Middle College High School was founded more than a decade ago as a way to let high school-aged teens take Orange Coast College classes alongside their normal course work; now, it serves fewer than 100 juniors and seniors, but will not admit new juniors next year.

Early College High School, on the other hand, was founded three years ago, when grant money was available; it has students begin in ninth grade, take Coastline Community College classes, and will ultimately have them finish after five years with a high school diploma and an associate degree. The new school would likely offer another option closer to the Middle College experience in the future, Hinman said.

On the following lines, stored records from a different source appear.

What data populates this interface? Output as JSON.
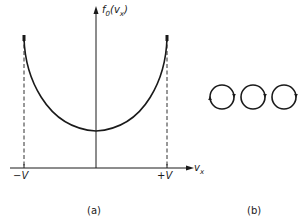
{
  "figure": {
    "panel_a": {
      "y_axis_label_main": "f",
      "y_axis_label_sub": "0",
      "y_axis_label_arg_open": "(v",
      "y_axis_label_arg_sub": "x",
      "y_axis_label_arg_close": ")",
      "x_axis_label_main": "v",
      "x_axis_label_sub": "x",
      "tick_negative": "−V",
      "tick_positive": "+V",
      "caption": "(a)",
      "curve_description": "U-shaped distribution, minimum at v_x = 0, diverging at ±V",
      "line_color": "#1a1a1a"
    },
    "panel_b": {
      "caption": "(b)",
      "circle_count": 3,
      "circle_description": "three adjacent circular orbits with direction arrows"
    }
  }
}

But while the schools may sound similar, parents and students at the school lamented the end of a culture. Because the Middle College students will graduate where they started, and the two schools are so different, they said it looked a lot more like a closure than a merger to them.

“The big thing here is we are a family,” said Christa Slack, a Middle College senior, breaking into tears. “I love every student here so much. This new school’s just so big. How are you expecting it to be a family if it’s so big?”

Principal Bob Nanney implored students and parents not to get too angry or to try to fight the decision, but to do their best to make the next year a good one for the school’s seniors.

“Stay involved with me, Dr. Hinman, and the people at school district,” he said. “Let’s make it the best we can make it. Those of you who are students and parents here, if you hear about students who want to leave, we may need to re-sell them on this place.”